MSCI makes money primarily through recurring subscriptions and through asset-based fees. In its Index segment, clients pay annual subscriptions for benchmark data and, importantly, MSCI earns license fees tied to the assets under management in exchange-traded funds and other products that track its indexes, plus fees linked to listed futures and options on MSCI indexes. Its Analytics, ESG and Climate, and Private Assets businesses are largely subscription-based, sold under multi-year contracts that renew. Because a large share of revenue is recurring and run-rate-driven, MSCI's economics hinge on its run rate (annualized value of subscriptions and asset-based fees), client retention, and the level and mix of assets benchmarked to its indexes.

Financial Trends

MSCI's financial profile reflects a data and intellectual-property licensing model rather than a capital-heavy operating business. Once an index or analytics dataset is built, distributing it to additional clients carries low incremental cost, which is why the company tends to show high gross margins, strong operating margins and substantial free cash flow conversion. Capital expenditure is modest relative to revenue, and the balance sheet is intangible-heavy, carrying goodwill and acquired intangibles from past acquisitions rather than physical plant.

The live SEC figures shown above this section reflect the actual reported numbers; the points here describe the general shape and direction of the model rather than specific values.

What to Watch in the Filings

Because so much of MSCI's value is in recurring metrics, the most useful disclosures are often operational rather than just the headline income statement. In the 10-K and 10-Q, focus on:

In 8-K filings, watch for quarterly earnings releases (which highlight run rate and retention), executive or board changes, debt offerings or refinancings, and any material acquisitions.

Key Risks

Frequently Asked Questions

How does MSCI actually make money?

MSCI earns money mainly from recurring subscriptions to its indexes, analytics, and ESG/climate data, and from asset-based fees.

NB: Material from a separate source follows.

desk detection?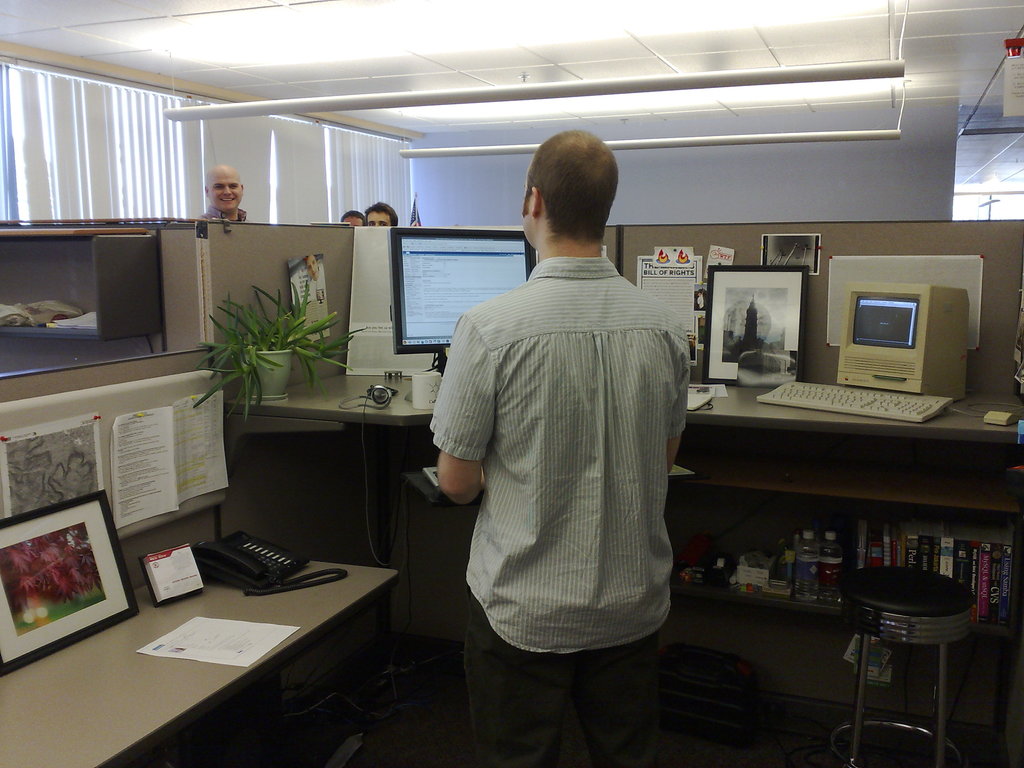
x1=225, y1=365, x2=1023, y2=655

Asset-based fees are license fees tied to the assets in ETFs and other products that track MSCI indexes, plus fees on listed futures and options. Most revenue is recurring, which is why metrics like run rate and retention rate matter so much.

What is the difference between MSCI's subscription revenue and asset-based fees?

Subscription revenue comes from clients paying annual or multi-year fees to access MSCI's data and tools, and it is relatively stable and predictable. Asset-based fees are tied to assets under management in index-linked products, so they move up and down with equity-market levels and fund flows, making that portion of revenue more market-sensitive.

What should I look for in MSCI's 10-K and 10-Q filings?

Focus on run rate (annualized recurring revenue) and retention rate, segment-level results for Index, Analytics, ESG and Climate, and Private Assets, and disclosures on assets benchmarked to MSCI indexes and ETF AUM. The MD&A also explains organic versus acquired growth, foreign-exchange effects, and the company's capital returns and leverage.

Who are MSCI's main competitors?

In indexes, MSCI competes with S&P Dow Jones Indices and FTSE Russell, among others. In analytics and risk it competes with various portfolio and risk vendors, and in ESG and climate data it faces a range of ratings and data providers. Self-indexing by large asset managers is also a competitive consideration for its index business.